Ruminations

Blog dedicated primarily to randomly selected news items; comments reflecting personal perceptions

Wednesday, December 23, 2015

Eat To Live : Do Not Live To Eat

"Unfit normal-weight individuals had a 30 percent lower risk of death from any cause than did fit obese individuals."
"These results suggest low BMI [body mass index] early in life is more important than high physical fitness, with regard to reducing the risk of early death."
Professor Peter Nordstrom, Umea University, Sweden

"This is something that really shouldn't be a debate of one versus the other."
"It's clear that both fitness and fatness are important. It's definitely good to be as fit as possible no matter what your body weight. But it's also clear that it is optimum to be both lean and fit. It shouldn't be a question of one or the other."
Walter Willett, nutrition and health expert, Harvard School of Public Health

Contestants from "The Biggest Loser," episode 801 (NBC Photo: Dave Bjerke)

When it comes to science, there is rarely complete agreement. For every theory which has not been incontestably proven, there are always counter-theories. And the agreement among some scientists and fitness experts that overweight people can still be fit through exercise may give comfort to the obese and the overweight -- and they are legion in all societies now -- but the idea most certainly has its detractors, and Professor Nordstrom quite qualifies as one.

New research appears to have put 'finis' to the theory of "fat but fit". That new research has demonstrated that the obese who regularly exercise are even so more likely to die before people who are unfit, yet slim. Even with high levels of aerobic fitness, people who are categorized as obese are 30 percent likelier to die a premature death in comparison with people who are slender, yet performed little exercise. Data that resulted from a study of 1.3-million subjects point the way.

Before reaching that conclusion researchers had a 30-year tracking record that led them to the certainty that the right weight is the most vital determinant of longevity and long-term health. So scrub the belief that obesity could be compensated for by being 'fit'. If you are obese, you simply are not 'fit', exercising aside. Although there is nothing to say that those who are morbidly overweight and who can exercise will still be doing themselves a favour; not as much as losing weight, but helping themselves nonetheless.

This largest study of its kind whose results were published in the International Journal of Epidemiology, had been based on 18-year-old Swedish military conscripts, tested by having them cycle until utter exhaustion, establishing their level of aerobic fitness. This was followed up by health researchers keeping tabs on the men for an average of 29 years. The findings, according to Professor Nordstrom laid waste to the idea that the obese could compensate their mortality risk by exercising.

It follows on the 2012 study by a team of researchers from the United States and Europe, published in the European Heart Journal. That research team posited with confidence that overweight and obese people were at no greater risk of heart disease or cancer than people of normal weight -- as long as they were "metabolically fit."  According to that earlier study their obese, exercising subjects were not overwhelmingly seen to have insulin resistance, high triglycerides or high blood pressure; their cholesterol levels were seen to be acceptable.

Close to half of the 43,000 obese subjects on whom data were had were considered to rank as fit according to these criteria. And the researchers concluded that when compared against healthy normal-weight subjects the obese but fit participants harboured no higher risk of premature death.

The researchers tracked men for 30 years, before coming to the conclusion that being the right weight is the most important factor for long-term health.
GETTY IMAGES/THINKSTOCK The researchers tracked men for 30 years, before coming to the conclusion that being the right weight is the most important factor for long-term health. 
 
With the new study results, however, men in the highest fifth of aerobic fitness had a 48 percent lower risk of death from any cause in comparison with the lowest fifth, it was found. Those men had an 80 percent lower death occurrence associated with alcohol or drug abuse, with a 59 percent reduced chance of suicide, while showing a 45 percent drop in heart disease deaths. But with all these indices in place and adding obesity, they were much more likely to die at an earlier age than men who were slim.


TASK DIRECTIONS.
From the line that contains "top=Y1, right=X2, bottom=Y2." through the end of the records below, write out each line exactly as it appears, but not the pictures.

RAW DATA: Begin

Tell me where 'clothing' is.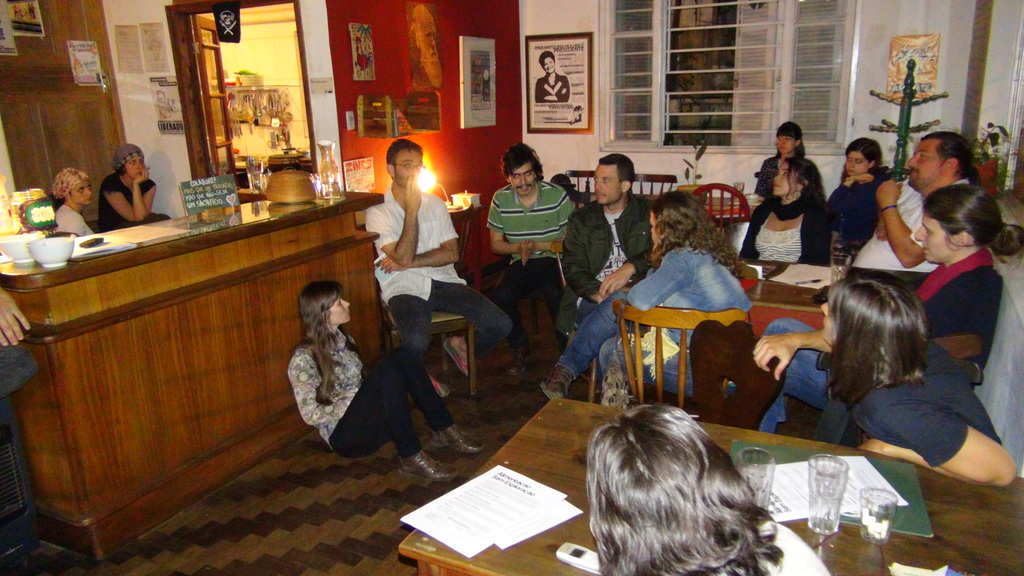
'clothing' is at [left=57, top=201, right=91, bottom=234].
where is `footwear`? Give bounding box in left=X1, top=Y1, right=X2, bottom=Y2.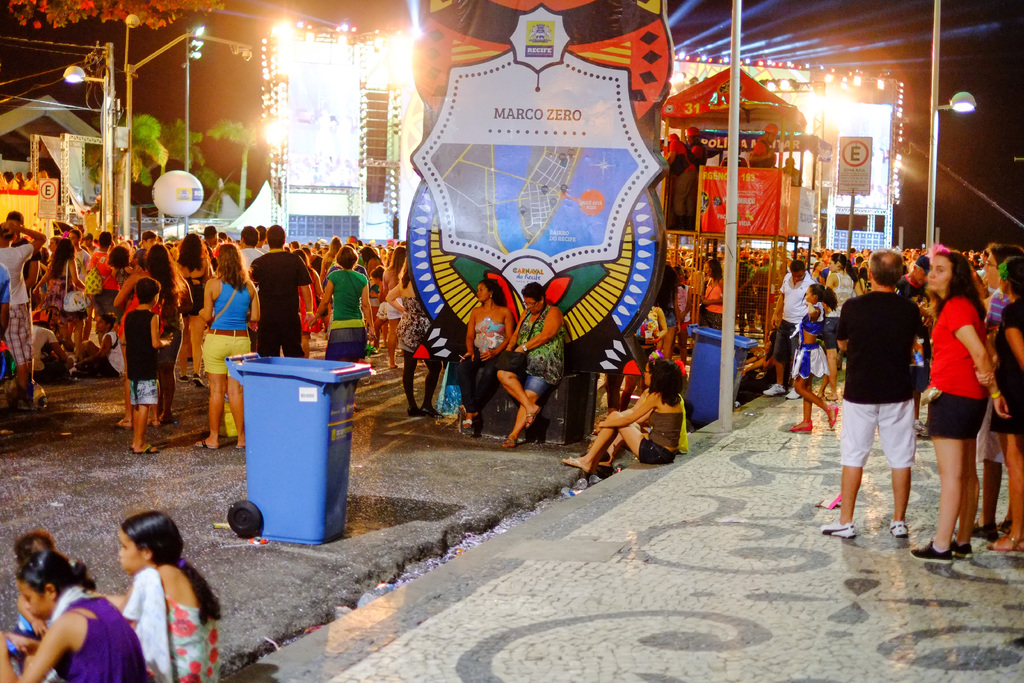
left=950, top=542, right=973, bottom=557.
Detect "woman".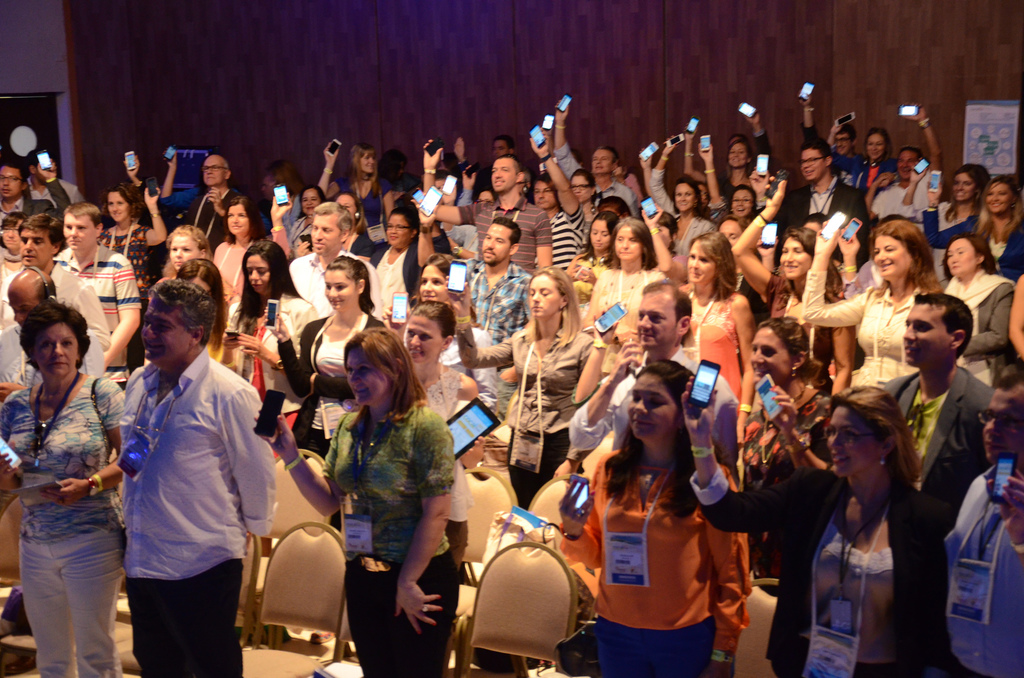
Detected at [x1=840, y1=132, x2=890, y2=203].
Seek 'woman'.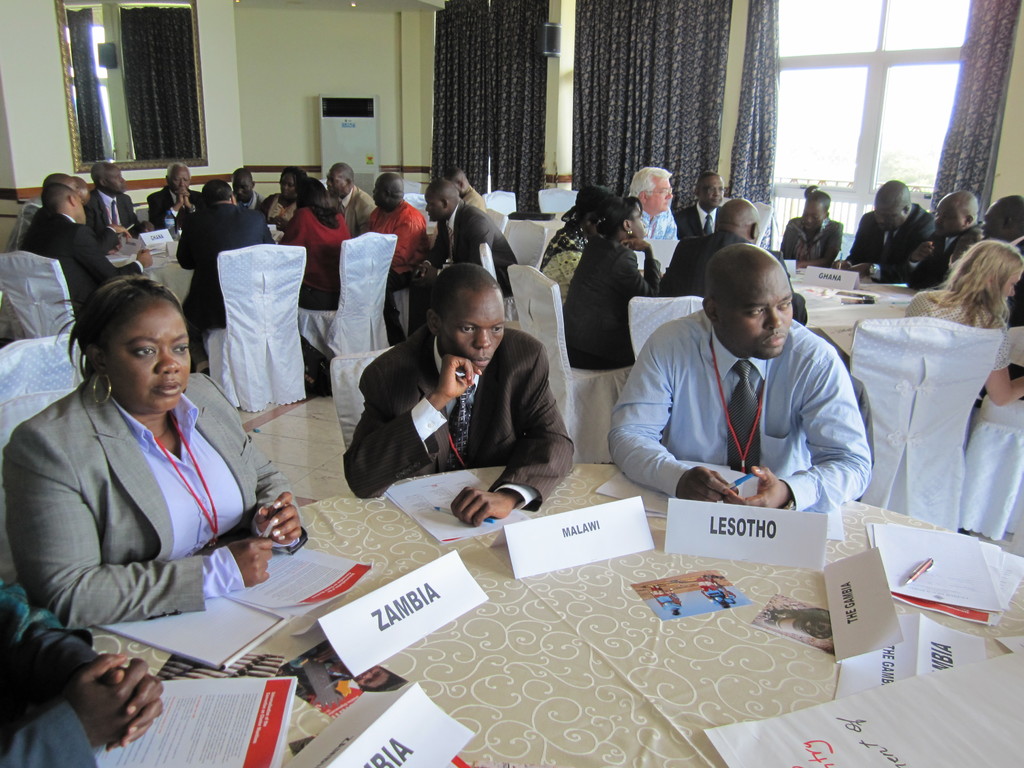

RAW DATA: End

EXERCISE SOLUTION.
where is `footwear`? Give bounding box in left=X1, top=Y1, right=X2, bottom=Y2.
left=950, top=542, right=973, bottom=557.
Detect "woman".
Detected at [x1=840, y1=132, x2=890, y2=203].
Seek 'woman'.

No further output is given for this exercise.